Petal Jar – Green
Petal Jar
American
Dark Green Half-Gallon and Quart
Provenance: Lou Pellegrini Collection
Petal Jars are well-represented within our museum Jar Gallery on the 2nd Level where you can see a beautiful sapphire blue quart Petal Jar and related examples. We thought it important to include these early dark green Petal Jar examples in our Food & Sauces Gallery as these jars were used as storage vessels for fruit and vegetables, among other things.
See the quart sapphire blue Petal Jar in the Jar Gallery.
The name “Petal Jar” is a name used by collectors of this cylindrical, shoulder faceted jar which is hand-blown, has an applied collar and iron pontil. The jar form is one of our earliest American glass containers being made in the mid-1850s and comes in a variety of sizes, shapes, and finishes. The closure would have been a cork seal using a waxed cork. The jar maker is unknown.
The jars are not marked with any embossed copy and are called “Petal Jars” due to the curved bottom panels or flutes molded around the shoulder. There are usually ten petals. You can find the jar in various sizes such as half-gallon+, half-gallon, and quarts in colors such as shades of medium to dark green, olive green, sapphire blue, deep sapphire blue, and medium olive amber. There are also aqua pints. These containers are very desirable and popular with collectors of rare jars.
Primary Image: Dark green Petal Jar imaged by the FOHBC Virtual Museum west coast studio by Gina Pellegrini.
Support Image: Auction Lot 156: Petal Jar, (RB-3067), probably Pittsburgh District, ca. 1850 – 1860, emerald green quart, 10-shoulder and neck panels, reddish iron pontil, applied wax seal mouth. About perfect (two in-making paper-thin open surface bubbles are on the shoulder). Some glass whittle, numerous tiny air bubbles. – Jim Hagenbuch, Glass Works Auctions, Auction #153
Support: Reference to Fruit Jar Annual 2020 – The Guide to Collecting Fruit Jars by Jerome J. McCann
Support: Reference to Red Book #11, the Collector’s Guide to Old Fruit Jars by Douglas M. Leybourne, Jr.
Support: Reference to American Bottles and Flasks and Their Ancestry by Helen McKearin and Kenneth M. Wilson, Crown Publishers Inc., New York, 1978.
Support: Reference to Ketchup Pickles Sauces – 19th Century Food in Glass by Betty Zumwalt
Join the FOHBC: The Virtual Museum is a project of the Federation of Historical Bottle Collectors (FOHBC). To become a member.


▶ **Task description**
Scan the lines below for the string "upper" and copy every one that has it.
>>>
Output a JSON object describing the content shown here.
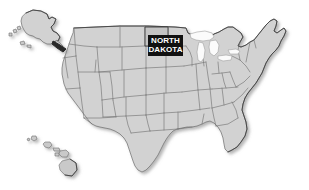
{
  "figure": {
    "type": "map",
    "projection_note": "Alaska and Hawaii shown as insets at lower-left / upper-left",
    "background_color": "#ffffff",
    "land_fill_color": "#d2d2d2",
    "border_color": "#767676",
    "outline_color": "#4a4a4a"
  },
  "highlight": {
    "state_name": "NORTH DAKOTA",
    "label_line_1": "NORTH",
    "label_line_2": "DAKOTA",
    "label_background_color": "#111111",
    "label_text_color": "#ffffff",
    "state_fill_color": "#c4c4c4"
  },
  "insets": [
    {
      "name": "Alaska",
      "position": "upper-left"
    },
    {
      "name": "Hawaii",
      "position": "lower-left"
    }
  ],
  "features": [
    {
      "name": "contiguous-united-states"
    },
    {
      "name": "great-lakes"
    },
    {
      "name": "alaska"
    },
    {
      "name": "hawaii"
    }
  ]
}
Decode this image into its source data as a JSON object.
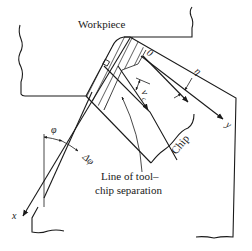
{
  "diagram": {
    "type": "orthogonal cutting chip formation schematic",
    "labels": {
      "workpiece": "Workpiece",
      "chip": "Chip",
      "separation_line_1": "Line of tool–",
      "separation_line_2": "chip separation",
      "axis_x": "x",
      "axis_y": "y",
      "origin": "0",
      "shear_angle": "φ",
      "shear_angle_increment": "Δφ",
      "chip_flow_angle": "η",
      "velocity": "v",
      "velocity_subscript": "c"
    },
    "colors": {
      "ink": "#1a1a1a",
      "background": "#ffffff"
    }
  }
}
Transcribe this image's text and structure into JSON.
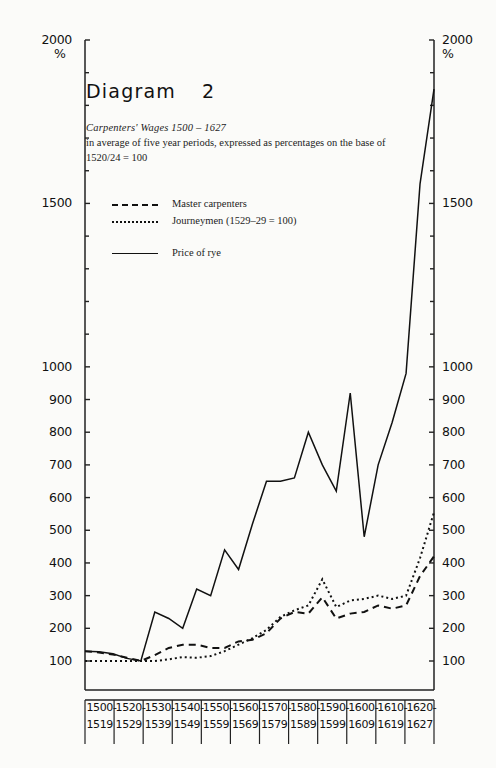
<<<
▶ **Finished task**
    "projection_note": "Alaska and Hawaii shown as insets at lower-left / upper-left",
      "position": "upper-left"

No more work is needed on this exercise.